Every hole at Portrush is shaped by terrain, not tricks. You get tee shots blind over dunes, ravines you can’t see until it’s too late, and wind that starts as a breeze and ends in a headlock.
Beyond the architecture, this place feels different. It’s isolated. It’s loud. It’s local. Northern Ireland has embraced the Open like no other, and crowds here are rowdy in all the right ways - smart, vocal, fiercely behind their own (looking at you, Rory).

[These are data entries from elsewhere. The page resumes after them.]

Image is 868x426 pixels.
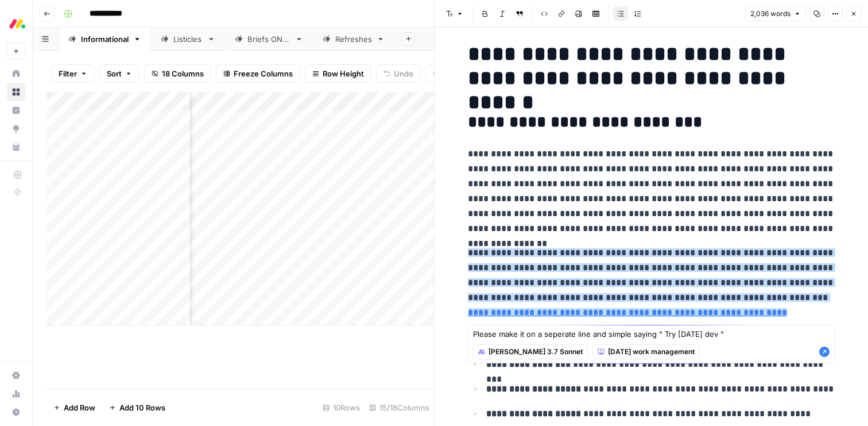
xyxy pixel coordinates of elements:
a: Listicles [151,28,225,51]
span: 2,036 words [750,9,790,19]
button: Sort [99,64,139,82]
div: Listicles [174,33,203,45]
span: [DATE] work management [608,346,694,357]
button: Freeze Columns [216,64,300,82]
textarea: Please make it on a seperate line and simple saying " Try [DATE] dev " [473,328,830,339]
a: Opportunities [7,120,25,138]
button: 2,036 words [745,6,806,21]
a: Browse [7,82,25,101]
button: Row Height [305,64,372,82]
div: Briefs ONLY [247,33,290,45]
button: Filter [51,64,95,82]
a: Informational [59,28,151,51]
button: [PERSON_NAME] 3.7 Sonnet [473,344,588,359]
span: Filter [59,68,77,79]
a: Insights [7,101,25,120]
a: Home [7,64,25,82]
span: Row Height [323,68,364,79]
button: Add Row [47,398,102,417]
span: Add Row [63,402,95,413]
a: Refreshes [313,28,394,51]
a: Your Data [7,138,25,156]
span: Freeze Columns [234,68,292,79]
button: Workspace: Monday.com [7,9,25,38]
span: Add 10 Rows [120,402,165,413]
button: 18 Columns [144,64,211,82]
button: Help + Support [7,403,25,421]
a: Settings [7,366,25,384]
button: [DATE] work management [592,344,700,359]
span: [PERSON_NAME] 3.7 Sonnet [488,346,582,357]
button: Add 10 Rows [102,398,172,417]
a: Usage [7,384,25,403]
div: Informational [81,33,128,45]
div: Refreshes [335,33,372,45]
div: 15/18 Columns [365,398,434,417]
div: 10 Rows [318,398,365,417]
a: Briefs ONLY [225,28,313,51]
img: Monday.com Logo [7,14,28,34]
button: Undo [376,64,421,82]
span: 18 Columns [162,68,204,79]
span: Undo [394,68,413,79]
span: Sort [107,68,122,79]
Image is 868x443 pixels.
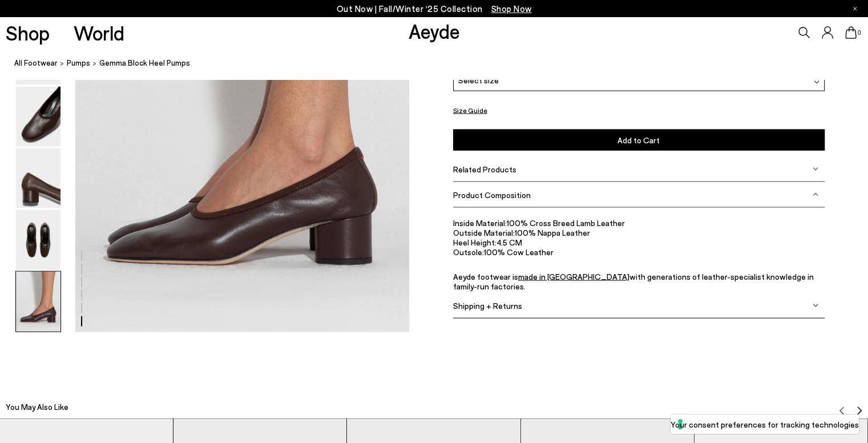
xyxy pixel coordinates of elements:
img: svg%3E [813,167,818,172]
li: 100% Nappa Leather [453,228,825,238]
span: Product Composition [453,190,530,200]
a: World [74,23,124,43]
a: pumps [67,57,90,69]
span: Navigate to /collections/new-in [492,4,532,14]
img: svg%3E [854,406,864,415]
span: Heel Height: [453,238,496,247]
button: Add to Cart [453,130,825,150]
img: svg%3E [837,406,846,415]
span: Related Products [453,165,517,174]
span: Select size [458,74,499,86]
span: Inside Material: [453,218,507,228]
li: 4.5 CM [453,238,825,247]
p: Aeyde footwear is with generations of leather-specialist knowledge in family-run factories. [453,272,825,291]
img: svg%3E [814,80,819,86]
a: Shop [5,23,50,43]
span: 0 [856,30,863,36]
button: Size Guide [453,104,487,118]
h2: You May Also Like [5,402,68,412]
span: Outsole: [453,247,484,257]
li: 100% Cross Breed Lamb Leather [453,218,825,228]
button: Your consent preferences for tracking technologies [671,414,859,434]
a: 0 [845,26,856,39]
span: Gemma Block Heel Pumps [99,57,190,69]
span: Outside Material: [453,228,515,238]
img: Gemma Block Heel Pumps - Image 6 [16,272,60,331]
img: svg%3E [813,303,818,309]
img: svg%3E [813,193,818,198]
img: Gemma Block Heel Pumps - Image 4 [16,149,60,208]
li: 100% Cow Leather [453,247,825,257]
button: Previous slide [837,398,846,415]
a: made in [GEOGRAPHIC_DATA] [518,272,629,281]
label: Your consent preferences for tracking technologies [671,419,859,430]
p: Out Now | Fall/Winter ‘25 Collection [337,2,532,16]
img: Gemma Block Heel Pumps - Image 3 [16,86,60,147]
img: Gemma Block Heel Pumps - Image 5 [16,210,60,270]
a: All Footwear [14,57,58,69]
span: pumps [67,59,90,68]
span: Shipping + Returns [453,301,522,311]
a: Aeyde [409,19,460,43]
nav: breadcrumb [14,48,868,79]
span: Add to Cart [618,135,660,145]
button: Next slide [854,398,864,415]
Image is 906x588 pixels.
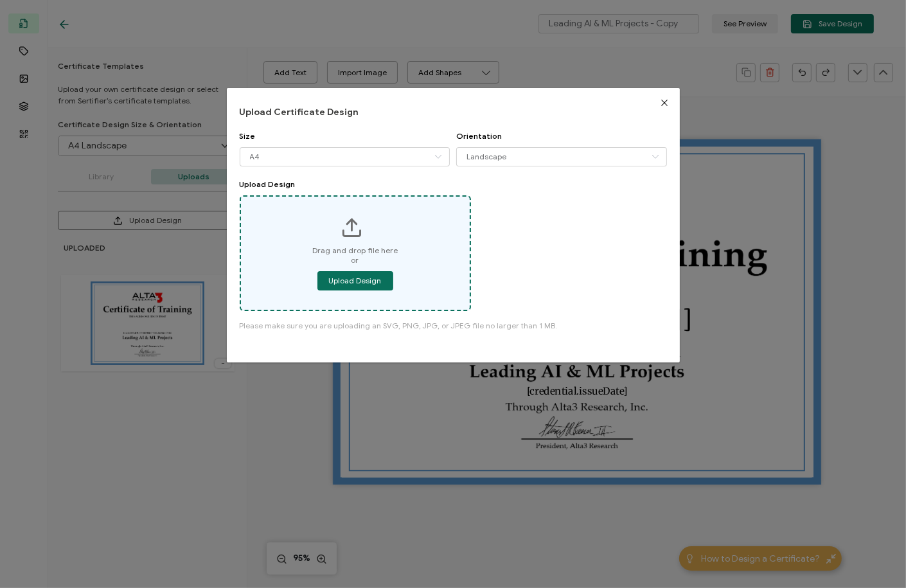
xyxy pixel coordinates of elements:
[239,321,557,330] span: Please make sure you are uploading an SVG, PNG, JPG, or JPEG file no larger than 1 MB.
[842,526,906,588] iframe: Chat Widget
[239,179,295,189] span: Upload Design
[456,131,501,141] span: Orientation
[239,147,450,166] input: Select
[329,277,381,284] span: Upload Design
[456,147,667,166] input: Select
[227,88,680,362] div: dialog
[650,88,680,117] button: Close
[239,107,667,118] h1: Upload Certificate Design
[317,271,393,291] button: Upload Design
[239,131,256,141] span: Size
[312,246,398,265] span: Drag and drop file here or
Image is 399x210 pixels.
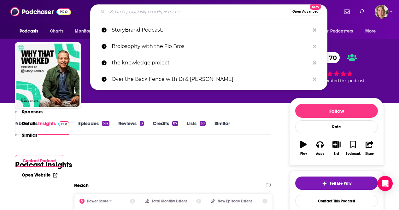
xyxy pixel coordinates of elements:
a: Over the Back Fence with Di & [PERSON_NAME] [90,71,328,87]
a: Brolosophy with the Fio Bros [90,38,328,55]
p: Similar [22,132,37,138]
a: Episodes532 [78,120,110,135]
button: List [329,137,345,159]
input: Search podcasts, credits, & more... [108,7,290,17]
a: Similar [215,120,230,135]
button: open menu [70,25,105,37]
button: tell me why sparkleTell Me Why [296,176,378,190]
span: More [366,27,376,36]
img: tell me why sparkle [322,181,327,186]
button: Bookmark [345,137,361,159]
a: Show notifications dropdown [342,6,353,17]
div: Share [366,152,374,156]
img: User Profile [375,5,389,19]
h2: Total Monthly Listens [152,199,188,203]
span: New [310,4,321,10]
div: Rate [296,120,378,133]
p: Details [22,120,38,126]
div: 3 [140,121,144,126]
h2: Reach [74,182,89,188]
div: 532 [102,121,110,126]
a: Open Website [22,172,57,178]
img: Why That Worked – Presented by StoryBrand.ai [16,44,80,107]
button: Play [296,137,312,159]
span: Monitoring [75,27,97,36]
p: Over the Back Fence with Di & Nicola [112,71,310,87]
a: the knowledge project [90,55,328,71]
div: 70 4 peoplerated this podcast [290,48,384,87]
button: Contact Podcast [15,155,64,167]
div: Bookmark [346,152,361,156]
button: open menu [361,25,384,37]
a: Credits87 [153,120,178,135]
span: Tell Me Why [330,181,352,186]
a: 70 [317,52,340,63]
button: Details [15,120,38,132]
div: Open Intercom Messenger [378,176,393,191]
button: Open AdvancedNew [290,8,322,15]
div: 30 [200,121,206,126]
button: open menu [319,25,362,37]
div: Play [301,152,307,156]
h2: Power Score™ [87,199,112,203]
a: StoryBrand Podcast. [90,22,328,38]
a: Charts [46,25,67,37]
span: Logged in as AriFortierPr [375,5,389,19]
div: List [334,152,339,156]
button: open menu [15,25,46,37]
span: 70 [323,52,340,63]
h2: New Episode Listens [218,199,253,203]
div: Search podcasts, credits, & more... [90,4,328,19]
span: Charts [50,27,63,36]
a: Contact This Podcast [296,195,378,207]
div: 87 [172,121,178,126]
p: Brolosophy with the Fio Bros [112,38,310,55]
a: Lists30 [187,120,206,135]
span: For Podcasters [323,27,353,36]
span: rated this podcast [328,78,365,83]
button: Share [362,137,378,159]
span: Open Advanced [293,10,319,13]
button: Follow [296,104,378,118]
p: StoryBrand Podcast. [112,22,310,38]
img: Podchaser - Follow, Share and Rate Podcasts [10,6,71,18]
span: Podcasts [20,27,38,36]
a: Show notifications dropdown [358,6,367,17]
p: the knowledge project [112,55,310,71]
button: Show profile menu [375,5,389,19]
button: Apps [312,137,328,159]
a: Reviews3 [118,120,144,135]
div: Apps [316,152,325,156]
button: Similar [15,132,37,144]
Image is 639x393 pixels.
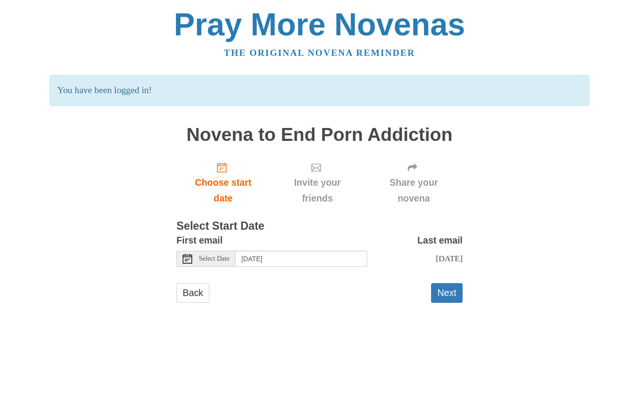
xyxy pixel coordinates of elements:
[436,253,463,263] span: [DATE]
[177,232,223,248] label: First email
[365,154,463,211] div: Click "Next" to confirm your start date first.
[177,125,463,145] h1: Novena to End Porn Addiction
[177,283,209,302] a: Back
[417,232,463,248] label: Last email
[375,175,453,206] span: Share your novena
[280,175,355,206] span: Invite your friends
[199,255,229,262] span: Select Date
[177,154,270,211] a: Choose start date
[431,283,463,302] button: Next
[174,7,466,42] a: Pray More Novenas
[177,220,463,232] h3: Select Start Date
[224,48,416,58] a: The original novena reminder
[270,154,365,211] div: Click "Next" to confirm your start date first.
[186,175,260,206] span: Choose start date
[50,75,589,106] p: You have been logged in!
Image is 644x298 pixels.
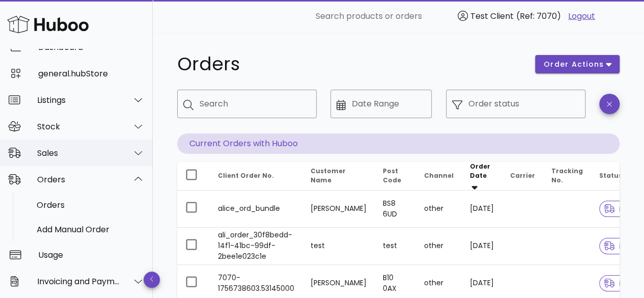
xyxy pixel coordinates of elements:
span: Test Client [471,10,513,22]
span: order actions [543,59,604,69]
span: Customer Name [310,166,345,184]
div: Listings [37,95,120,105]
th: Carrier [502,162,543,190]
span: Status [599,171,630,180]
th: Order Date: Sorted descending. Activate to remove sorting. [462,162,502,190]
td: BS8 6UD [374,190,416,228]
td: [DATE] [462,228,502,265]
div: Sales [37,148,120,158]
span: Post Code [382,166,401,184]
img: Huboo Logo [7,13,89,35]
div: Usage [38,250,145,260]
span: (Ref: 7070) [516,10,561,22]
td: other [416,190,462,228]
th: Tracking No. [543,162,591,190]
td: test [302,228,374,265]
th: Client Order No. [210,162,302,190]
div: Stock [37,122,120,132]
div: Add Manual Order [37,224,145,234]
div: Orders [37,200,145,210]
p: Current Orders with Huboo [177,133,619,154]
td: [PERSON_NAME] [302,190,374,228]
div: Orders [37,174,120,184]
span: Tracking No. [551,166,583,184]
div: general.hubStore [38,69,145,78]
button: order actions [535,55,619,73]
span: Order Date [470,162,490,180]
span: Channel [424,171,453,180]
td: alice_ord_bundle [210,190,302,228]
td: [DATE] [462,190,502,228]
span: Carrier [510,171,535,180]
a: Logout [568,10,595,22]
span: Client Order No. [218,171,274,180]
td: ali_order_30f8bedd-14f1-41bc-99df-2bee1e023c1e [210,228,302,265]
h1: Orders [177,55,523,73]
td: test [374,228,416,265]
td: other [416,228,462,265]
th: Customer Name [302,162,374,190]
div: Invoicing and Payments [37,276,120,286]
th: Channel [416,162,462,190]
th: Post Code [374,162,416,190]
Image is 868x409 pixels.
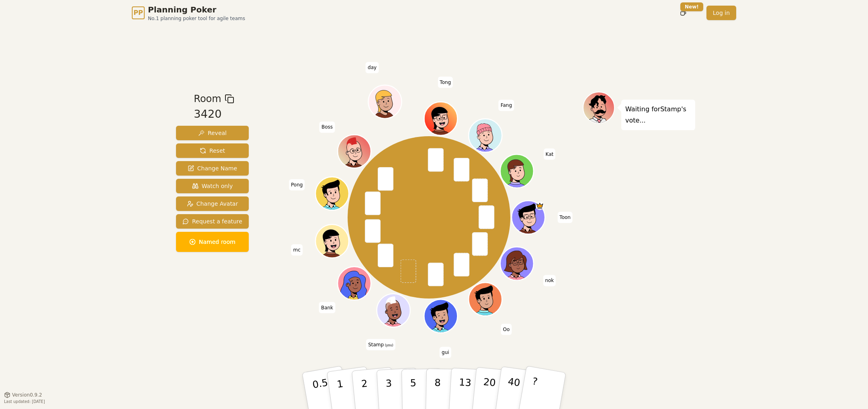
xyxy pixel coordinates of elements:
a: PPPlanning PokerNo.1 planning poker tool for agile teams [132,4,245,22]
span: PP [133,8,143,17]
span: Click to change your name [544,149,556,160]
span: (you) [384,343,394,347]
a: Log in [706,5,736,20]
span: Reveal [198,129,227,137]
button: Version0.9.2 [4,392,42,398]
span: Click to change your name [366,339,395,351]
button: New! [676,5,691,20]
button: Reveal [176,126,249,141]
button: Reset [176,143,249,158]
span: Click to change your name [365,62,378,73]
span: No.1 planning poker tool for agile teams [148,16,245,22]
span: Click to change your name [501,324,512,335]
span: Request a feature [183,217,242,225]
button: Click to change your avatar [378,295,409,326]
span: Reset [200,147,225,154]
span: Watch only [192,182,233,190]
span: Change Avatar [187,200,238,207]
span: Click to change your name [320,121,334,132]
span: Named room [189,237,236,246]
div: New! [681,3,704,11]
button: Watch only [176,179,249,194]
span: Click to change your name [289,179,304,191]
span: Click to change your name [319,302,335,313]
span: Click to change your name [499,100,514,110]
span: Click to change your name [543,275,556,286]
span: Last updated: [DATE] [4,399,45,404]
span: Click to change your name [557,212,573,223]
span: Click to change your name [291,244,302,256]
span: Click to change your name [439,347,451,358]
button: Request a feature [176,215,249,228]
span: Room [194,91,221,106]
button: Change Avatar [176,196,249,211]
span: Planning Poker [148,4,245,16]
span: Click to change your name [438,77,453,88]
button: Change Name [176,161,249,175]
span: Change Name [187,164,238,173]
span: Toon is the host [535,202,545,210]
div: 3420 [194,106,234,122]
button: Named room [176,232,249,252]
p: Waiting for Stamp 's vote... [626,104,692,126]
span: Version 0.9.2 [12,392,42,398]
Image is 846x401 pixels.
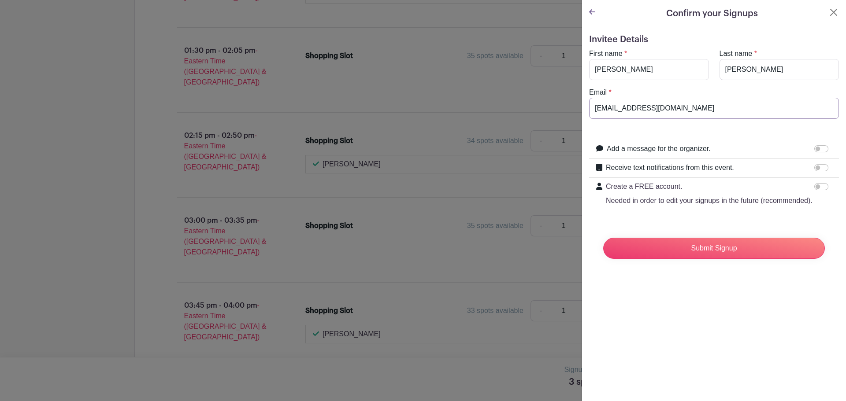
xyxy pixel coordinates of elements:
[607,144,711,154] label: Add a message for the organizer.
[828,7,839,18] button: Close
[589,34,839,45] h5: Invitee Details
[666,7,758,20] h5: Confirm your Signups
[606,182,813,192] p: Create a FREE account.
[603,238,825,259] input: Submit Signup
[589,48,623,59] label: First name
[606,163,734,173] label: Receive text notifications from this event.
[606,196,813,206] p: Needed in order to edit your signups in the future (recommended).
[589,87,607,98] label: Email
[720,48,753,59] label: Last name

For players, this week isn’t just about controlling the ball - it’s about controlling yourself. Every bounce is unpredictable. Every round is a grind. And by Sunday, the player holding the Claret Jug will be the one who handled the chaos best.
Portrush doesn’t want perfect golf. It wants courageous & adaptive golf. The kind where you miss in the right spots and grind out the numbers you need.
Welcome to the storm. Time to crown a champion.
The Open Quick Stats:
Course: Royal Portrush
Par: 71
Distance: 7,381 yards
Purse: $17,000,000 - and first time since 2012 that the purse hasn’t been increased by the R&A
Recent Champs: Xander Schauffele (2024), Brian Harman (2023), Cameron Smith (2022), Collin Morikawa (2021)
Picks & Players to Watch
Top 40: Cam Young (+105), Harris English (-105)
Top 30: Russell Henley (+115), Jason Day (+150)
Top 20: Tyrell Hatton (+135)
Top 10: Jon Rahm (+130)
Longshot: Justin Rose Top 10 (+700) !!!
Disclaimer: The picks and predictions in The Tee Sheet are for informational and entertainment purposes only.
Ryder Cup Rankings Tracker
Team USA:

No serious changes to the names in contention for the US Ryder Cup team - although Chris Gotterup emerges within DataGolf’s model (albeit a long shot)
Captain Keegan Bradley was quoted this week saying “If you’re not in the top six, you can’t expect to be on the team.”
Team Europe:

The Weekly Rundown
Stories to Know This Week: Winner’s Circle
🏆Grace Kim Goes Major at the Amundi Evian
24-year-old Aussie Grace Kim wins her first major after taking home the Amundi Evian Championship in a playoff
🏆 Talor Gooch Grabs a LIV W at Valderrama
Talor Gooch notched his 4th LIV Golf win (and first since 2023), taking the title in Spain at LIV Andalucia, finishing at 8-under - one shot ahead of Jon Rahm
🏆 William Mouw Breaks Through at the ISCO Championship
Tour rookie William Mouw grabbed his first victory in twenty starts at the ISCO Championship, firing a Sunday 61 - a course record at Hurstbourne Country Club
🏆 Neal Shipley captures The Ascendant
Shipley grabs his 2nd title on the Korn Ferry Tour at age 24 - he earns an automatic PGA Tour promotion if he wins a 3rd one this season
Author’s Note
That’s a wrap on this week’s Tee Sheet - all eyes on Royal Portrush this weekend. Appreciate you reading, as always.
If you’ve been enjoying the weekly recaps, previews, and dives, pass this along to a friend or your group chat.
Thanks for helping this thing grow each week - more to come with the 10th Issue ahead!